The trials were organized at various points during 2022 in a number of cities in England, including Leeds, Manchester, Liverpool, and Nottingham, where Trent University teamed up with local bars to monitor students buying alcoholic beverages.

The public got a chance to learn more about the whole thing late last year when the Department for Digital, Culture, Media and Sport (DCMS) released the results of the Home Office sandbox trials that involved two methods – digital ID apps, and self-scan checkouts.

The findings cover results from digital ID app 1account, supermarket chain Asda – which used facial scan tech self-service checkouts, as did Co-op, and Innovative Technology (with its ICU age verification method), as well as Fujitsu, which developed an app, the same as MBJ Technology.

Morrisons, another supermarket chain, participated by trialing technology developed by Yoti, and Tesco and Spinningfields and Oxford Road stores turned to the same “digital identity company” and its “AI” algorithm in order to participate in the trials.

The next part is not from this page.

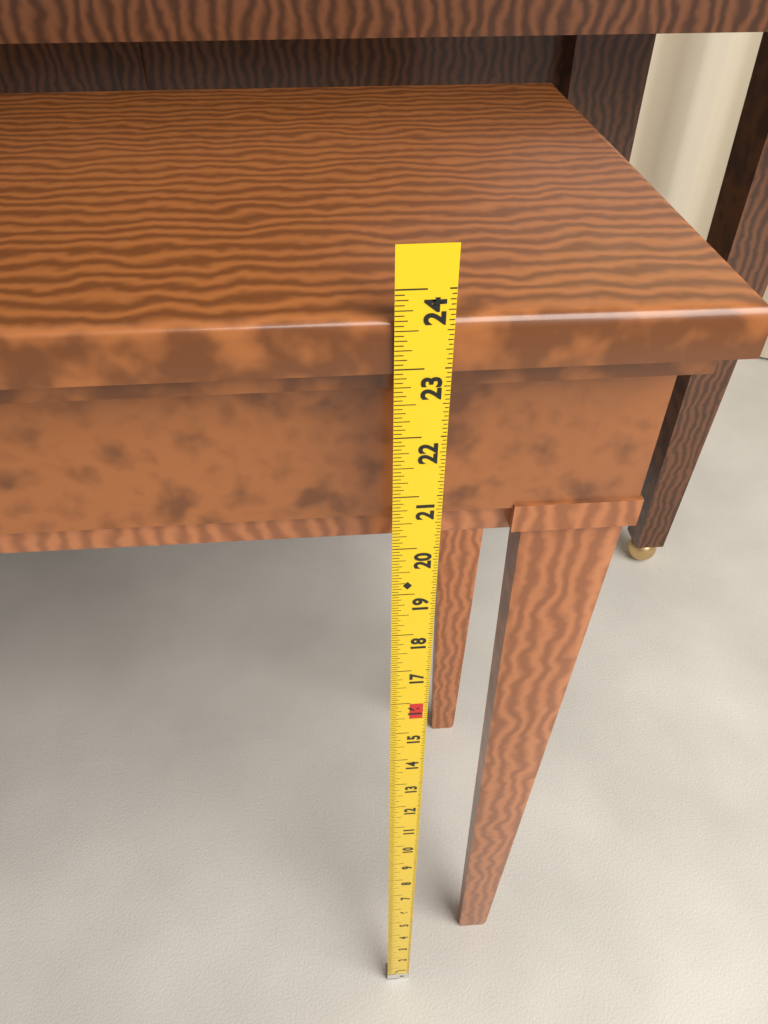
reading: 23.6250 in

Finger vein biometrics were at play when FinGo deployed its tech at Manchester’s Hatch, which brings together retailers, breweries, restaurants, etc.

And the outcome of the trials? Inconclusive, according to reports delving into each participant’s findings. Things like lighting conditions, wi-fi signal or phone battery strength caused the results to “vary widely.”

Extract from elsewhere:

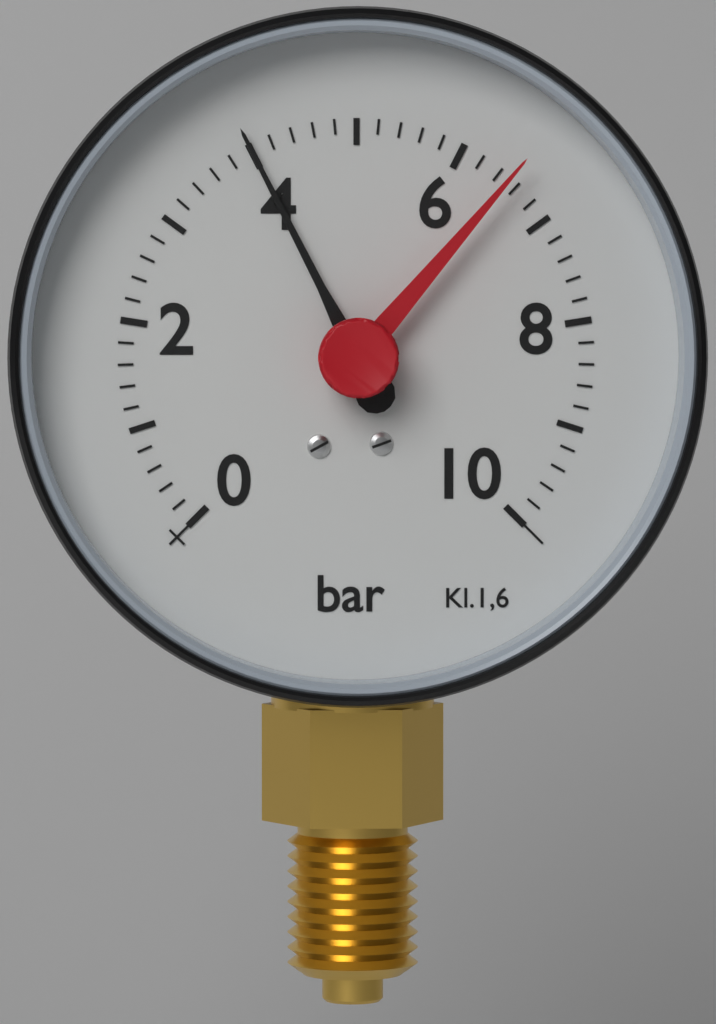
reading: 4.0 bar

Be that as it may, Yoti posted on its site that the supermarkets were supportive of the idea of using biometrics as a way to verify shoppers’ age – as well as for actual legislation that would lead to its adoption (probably the core goal of the entire exercise).

Yoti is optimistic all round. According to the blog post, the retail chains liked it, the customers liked it, and would be glad to have their faces scanned and biometric data given up again at supermarket checkouts.